What is VPN Split Tunneling?
VPN split tunneling is a feature that lets you decide which apps or websites route through the VPN tunnel and which connect directly through your regular internet connection. Without split tunneling, all your traffic goes through the VPN. With split tunneling, you can send some traffic through the VPN (for privacy and security) while other traffic bypasses it (for speed and direct access).
This solves a common VPN problem: when you connect to a VPN, your local network devices (printers, NAS drives, smart home hubs) become unreachable because your traffic is rerouted through a remote server. Split tunneling lets you keep local network access while still protecting internet traffic.
How Split Tunneling Works
Your device normally sends all traffic to one network gateway: your router, which connects to the internet. When you connect to a VPN, a new virtual network interface is created and all traffic is redirected to that interface, which routes through the VPN server.
With split tunneling, your VPN client sets routing rules that say: traffic to these destinations goes through the VPN interface, and traffic to these other destinations goes through the regular interface. Two simultaneous connections, different traffic on each.
There are three common implementations:
App-based split tunneling: You specify which applications use the VPN. Example: your browser routes through the VPN, but your banking app connects directly.
Address-based split tunneling: You specify IP ranges or domains. Example: all traffic goes through the VPN except 192.168.x.x (your local network).
Inverse split tunneling: The default is no VPN; you specify which apps or addresses should use the VPN. Useful when you only need the VPN for specific services.
When Split Tunneling is Useful
Local network access: You want to print to your home printer or access a NAS drive while connected to a VPN. Without split tunneling, local network traffic is unreachable. With split tunneling, you route local traffic (192.168.x.x range) directly.

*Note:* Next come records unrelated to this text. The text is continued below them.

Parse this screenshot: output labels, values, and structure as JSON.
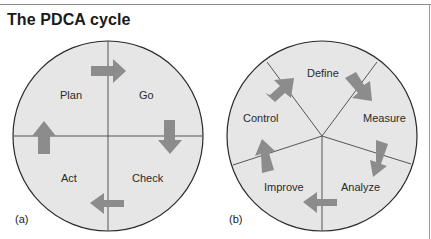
{
  "title": "The PDCA cycle",
  "colors": {
    "circle_fill": "#e6e6e6",
    "circle_stroke": "#2a2a2a",
    "arrow": "#8c8c8c",
    "divider": "#555555"
  },
  "diagram_a": {
    "tag": "(a)",
    "labels": [
      "Plan",
      "Go",
      "Check",
      "Act"
    ]
  },
  "diagram_b": {
    "tag": "(b)",
    "labels": [
      "Define",
      "Measure",
      "Analyze",
      "Improve",
      "Control"
    ]
  }
}
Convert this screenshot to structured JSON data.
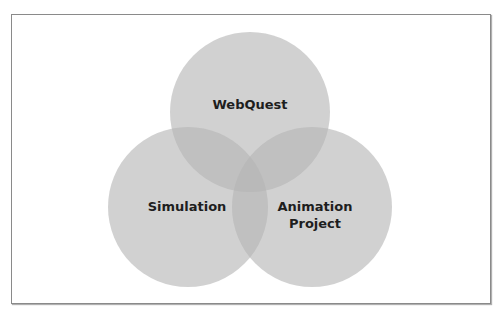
{
  "diagram": {
    "type": "venn",
    "circle_fill": "#bdbdbd",
    "circle_opacity": 0.6,
    "circles": [
      {
        "label": "WebQuest",
        "lines": [
          "WebQuest"
        ],
        "cx": 250,
        "cy": 112,
        "r": 80
      },
      {
        "label": "Simulation",
        "lines": [
          "Simulation"
        ],
        "cx": 188,
        "cy": 207,
        "r": 80
      },
      {
        "label": "Animation Project",
        "lines": [
          "Animation",
          "Project"
        ],
        "cx": 312,
        "cy": 207,
        "r": 80
      }
    ]
  }
}
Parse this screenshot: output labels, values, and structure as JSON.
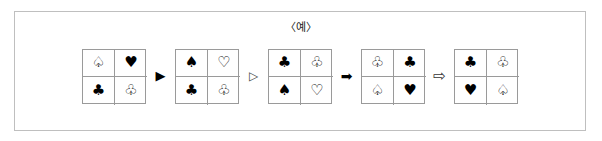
{
  "caption": "〈예〉",
  "colors": {
    "frame_border": "#bfbfbf",
    "grid_border": "#9a9a9a",
    "glyph": "#000000",
    "background": "#ffffff"
  },
  "sequence": {
    "grids": [
      {
        "name": "grid-1",
        "cells": [
          {
            "symbol": "spade-outline",
            "glyph": "♤"
          },
          {
            "symbol": "heart-filled",
            "glyph": "♥"
          },
          {
            "symbol": "club-filled",
            "glyph": "♣"
          },
          {
            "symbol": "club-outline",
            "glyph": "♧"
          }
        ]
      },
      {
        "name": "grid-2",
        "cells": [
          {
            "symbol": "spade-filled",
            "glyph": "♠"
          },
          {
            "symbol": "heart-outline",
            "glyph": "♡"
          },
          {
            "symbol": "club-filled",
            "glyph": "♣"
          },
          {
            "symbol": "club-outline",
            "glyph": "♧"
          }
        ]
      },
      {
        "name": "grid-3",
        "cells": [
          {
            "symbol": "club-filled",
            "glyph": "♣"
          },
          {
            "symbol": "club-outline",
            "glyph": "♧"
          },
          {
            "symbol": "spade-filled",
            "glyph": "♠"
          },
          {
            "symbol": "heart-outline",
            "glyph": "♡"
          }
        ]
      },
      {
        "name": "grid-4",
        "cells": [
          {
            "symbol": "club-outline",
            "glyph": "♧"
          },
          {
            "symbol": "club-filled",
            "glyph": "♣"
          },
          {
            "symbol": "spade-outline",
            "glyph": "♤"
          },
          {
            "symbol": "heart-filled",
            "glyph": "♥"
          }
        ]
      },
      {
        "name": "grid-5",
        "cells": [
          {
            "symbol": "club-filled",
            "glyph": "♣"
          },
          {
            "symbol": "club-outline",
            "glyph": "♧"
          },
          {
            "symbol": "heart-filled",
            "glyph": "♥"
          },
          {
            "symbol": "spade-outline",
            "glyph": "♤"
          }
        ]
      }
    ],
    "arrows": [
      {
        "name": "solid-triangle-right-icon",
        "glyph": "▶",
        "style": "solid-tri"
      },
      {
        "name": "hollow-triangle-right-icon",
        "glyph": "▷",
        "style": "hollow-tri"
      },
      {
        "name": "solid-arrow-right-icon",
        "glyph": "➡",
        "style": "solid-arr"
      },
      {
        "name": "hollow-arrow-right-icon",
        "glyph": "⇨",
        "style": "hollow-arr"
      }
    ]
  }
}
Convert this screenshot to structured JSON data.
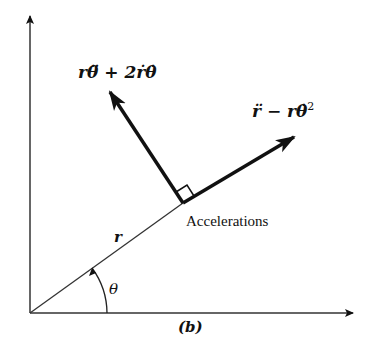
{
  "diagram": {
    "type": "polar-acceleration-components",
    "caption": "(b)",
    "labels": {
      "transverse_acceleration": "rθ̈ + 2ṙθ̇",
      "radial_acceleration": "r̈ − rθ̇²",
      "radial_acceleration_main": "r̈ − rθ̇",
      "radial_acceleration_exp": "2",
      "accelerations": "Accelerations",
      "radius": "r",
      "angle": "θ"
    },
    "colors": {
      "line": "#111111",
      "background": "#ffffff"
    },
    "geometry": {
      "origin": [
        30,
        313
      ],
      "y_axis_end": [
        30,
        14
      ],
      "x_axis_end": [
        355,
        313
      ],
      "radial_point": [
        183,
        203
      ],
      "transverse_arrow_tip": [
        108,
        89
      ],
      "radial_arrow_tip": [
        297,
        135
      ]
    }
  }
}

Work VPN plus personal browsing: Your employer's VPN routes all your traffic through company servers. You want your personal browsing to go through a commercial VPN for privacy. Split tunneling on your personal VPN lets you route work traffic through the work VPN and personal traffic through NordVPN or similar.
Streaming from home while abroad: You use a VPN to access home-country streaming services. But when you browse or check email, you do not want the VPN adding latency. Route streaming services through the VPN, everything else direct.
Gaming: VPNs add latency to gaming. Split tunneling lets you play games with a direct connection while keeping browser traffic through the VPN.
Which VPNs Support Split Tunneling?
Most major VPNs support split tunneling on Windows and Android. iOS support is more limited due to Apple's restrictions on network extensions.
NordVPN: Split tunneling available on Windows and Android. Not available on iOS or macOS. App-based: you choose which apps bypass the VPN.
ExpressVPN: Split tunneling on Windows, macOS, Android, and Linux. App-based split tunneling with an option to specify which apps use the VPN and which bypass it. Not available on iOS.
Surfshark: Split tunneling (called Bypasser) on Windows, macOS, and Android. Supports both app-based and URL-based rules.
ProtonVPN: Split tunneling on Windows, macOS, Android, and Linux. Supports both app-based and IP/domain-based rules.
Mullvad: Split tunneling on Windows, macOS, and Linux. App-based exclusions.
iOS limitation: Apple restricts VPN apps from creating fine-grained routing rules on iOS. True app-based split tunneling is not available on iPhone or iPad for most VPN providers. The on-demand rules feature (auto-connect on specific networks) is the closest iOS equivalent.
Split Tunneling and Security Considerations
Split tunneling reduces your security guarantees. If your browser is protected by the VPN but your email client connects directly, emails can be correlated to your real IP address. Attackers who monitor your unprotected traffic can still build a profile of your activity.
For most people this tradeoff is acceptable: the goal is specific protection (streaming geo-unblocking, local network access) rather than comprehensive anonymity. But if your goal is to hide all internet activity from your ISP or network administrator, do not use split tunneling. Route all traffic through the VPN.
Do not use split tunneling in high-security environments: corporate networks with sensitive data, connections from countries with active surveillance, or any situation where complete traffic isolation is required.
How to Set Up Split Tunneling
The exact steps vary by VPN app, but the general process:
- Open your VPN application
- Go to Settings or Preferences
- Find Split Tunneling, Bypasser, or similar
- Enable the feature
- Choose your mode: which apps or addresses bypass the VPN, or which apps must use the VPN
- Add the apps or addresses you want to configure
- Connect to the VPN
For local network access specifically: add the IP range 192.168.0.0/16 to the bypass list. This lets all local network devices communicate normally while all internet traffic routes through the VPN.
The Bottom Line
Split tunneling is a powerful feature that makes VPNs more practical for daily use. It solves the most common frustration (losing local network access) and lets you control exactly which traffic gets VPN protection. The tradeoff is reduced privacy for the unprotected traffic, which is acceptable for most use cases but should be understood before enabling it.